Not to mention the fact that West Point cadets have won far more Rhodes and Marshall scholarships than ROTC cadets. The "community college" idea really doesn't hold much water. Most ROTC LTs I meet don't even know that grad school is something that officers do. One told me over 50% of ROTC students major in criminal justice. In my platoon in the Infantry Officer Basic Course that was true. (If anyone has data on this, post it. I do know someone who does, but he won't disclose it because he knows I'm commenting on this issue...)

Believe me, having spent my first year out of West Point in the UK on a scholarship, I think civilian education should be priority #1 for the Officer Corps. The problem is most of the anti-intellectualism I find comes from OCS and ROTC (a little more from OCS). West Pointers, having seen academics and the Army at once, view grad school as something we all will do. Also, let's not forget: ROTC at the top tier institutions is all but dead. I think I've met maybe 2 officers from Ivy League schools.... and that's after racking my brain for recollections. Getting rid of West Point won't help the Army in terms of civilian education. West Point is essentially the last bastion of good undergraduate education (key word here being "undergraduate") that the Army has.

Oh, just the economist in me talking, but while the average cost of West Point is higher, its marginal cost is actually slightly lower than ROTC. Sorry, don't have the PDF on this at Ft Benning, will try to locate later.

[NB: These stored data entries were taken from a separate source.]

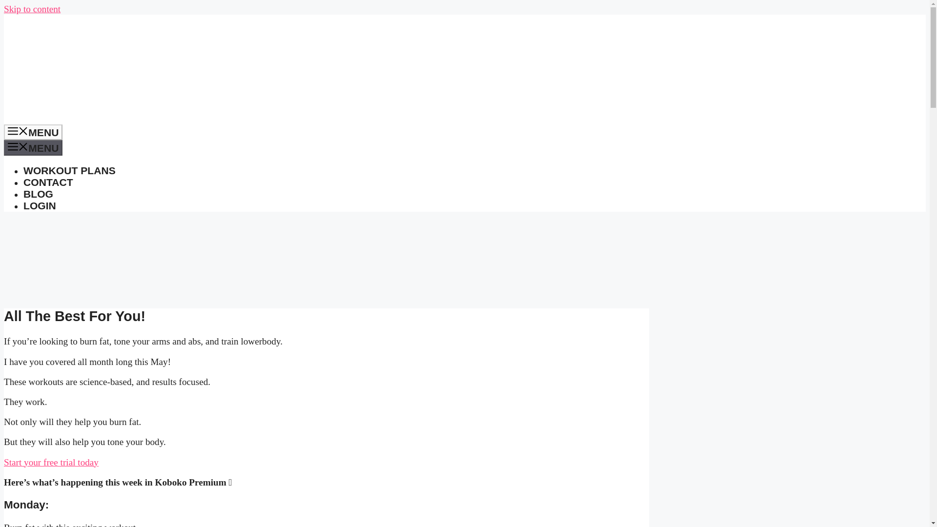  I want to click on MENU, so click(33, 147).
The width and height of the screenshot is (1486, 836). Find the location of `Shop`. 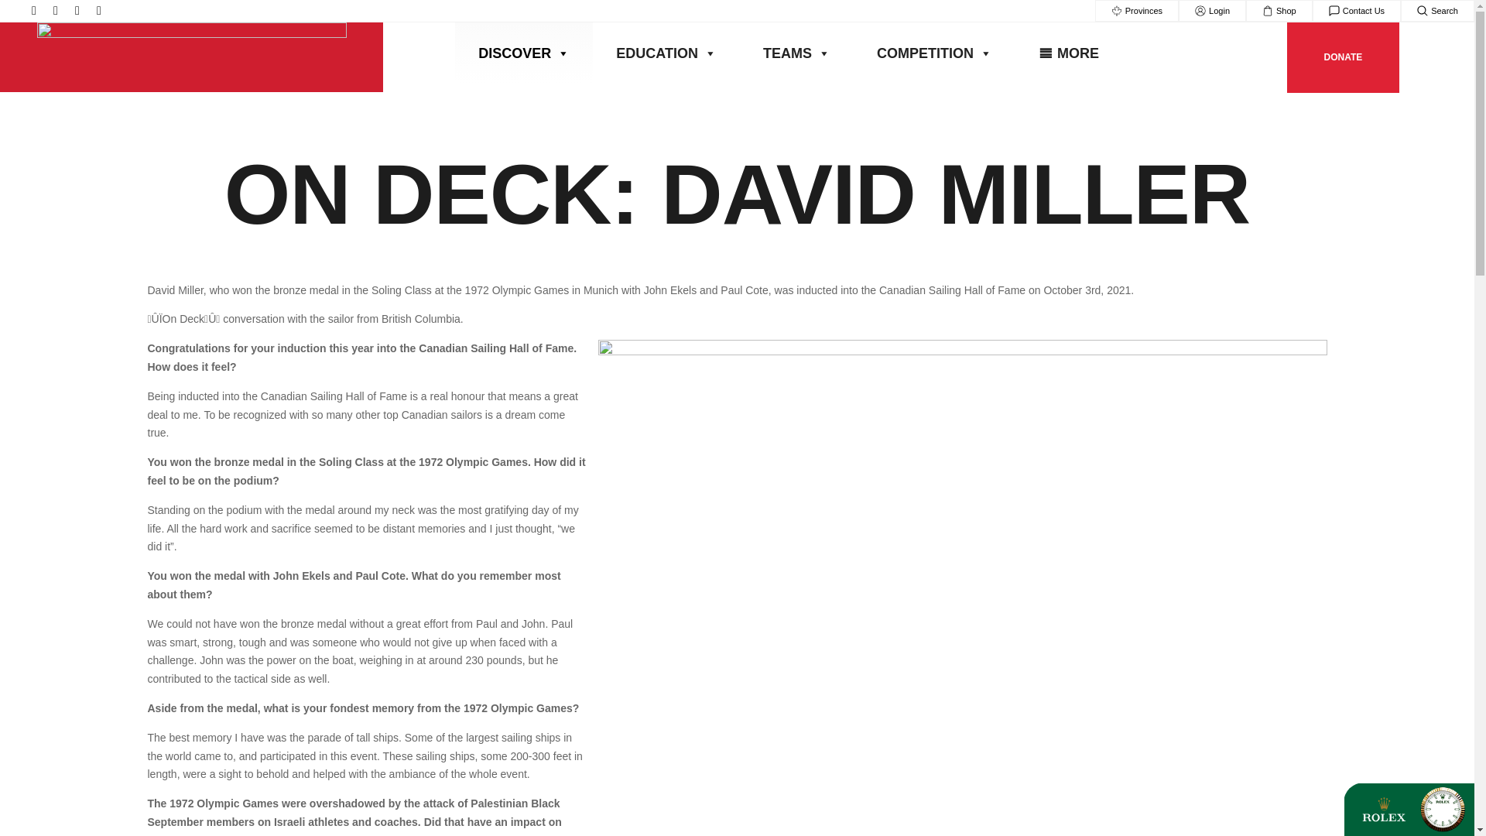

Shop is located at coordinates (1279, 11).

All this from someone who took two books on the flight to Cambridge last year: FM 7-8 and Fiasco.

 

ZATHRAS

11:07 AM ET

May 13, 2009

McKiernan

So what was the deal on McKiernan's dismissal, anyway?

I can see it being sold in Afghanistan as a response to recent errant air strikes, giving Karzai something he can say he got the Americans to do. That may even have been a factor, though probably not the main one. Other issues might be relations with NATO allies having troops in Afghanistan; policy toward the Afghan drug trade; operations inside Pakistan; or just the personal relationship between Gen. Petraeus and his former senior, McKiernan.

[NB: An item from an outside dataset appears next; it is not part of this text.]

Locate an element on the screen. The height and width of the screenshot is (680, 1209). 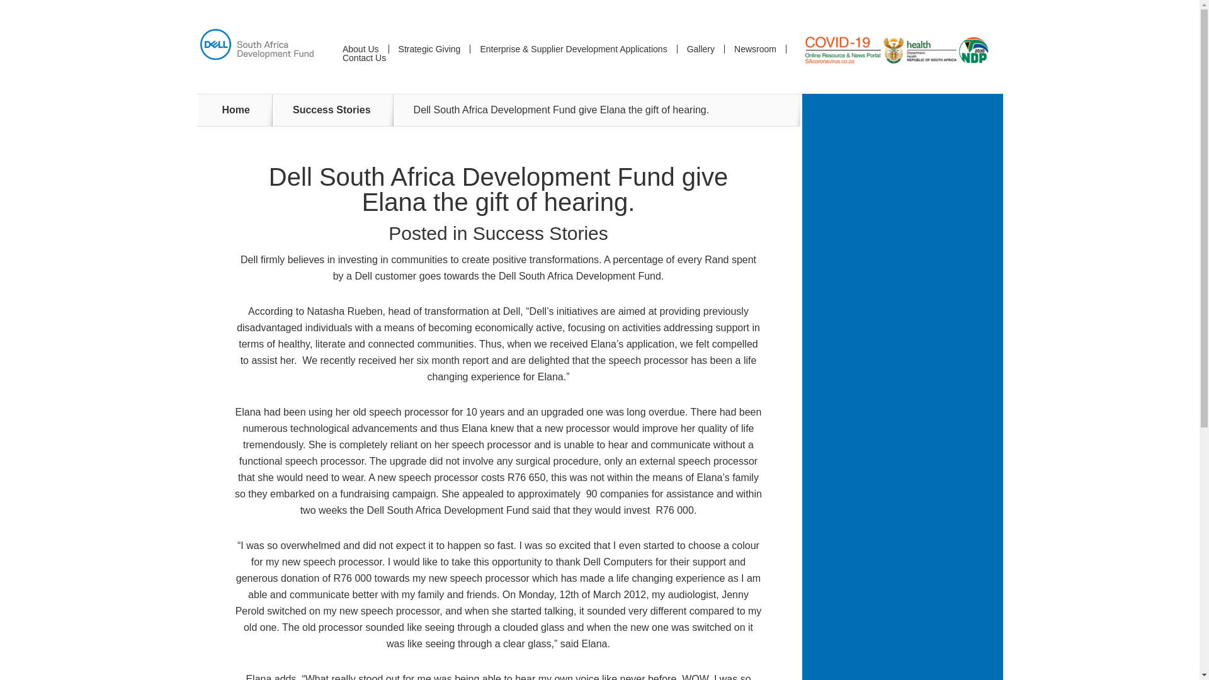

If we're talking about a major strategic shift that either Petraeus, or Sec. Gates, or President Obama (or some combination of the three) thought Gen. McChrystal could implement better than McKiernan, their thinking has yet to receive a clear public explanation. In perfect fairness to President Bush, it was clearer when Gen. Casey got elevated out of Iraq what the reasoning was -- Bush said very plainly he'd committed to a new course (the surge, and its attendant adjustments in tactics) that Casey was known to have opposed.

 

Thomas E. Ricks covered the U.S. military for the Washington Post from 2000 through 2008.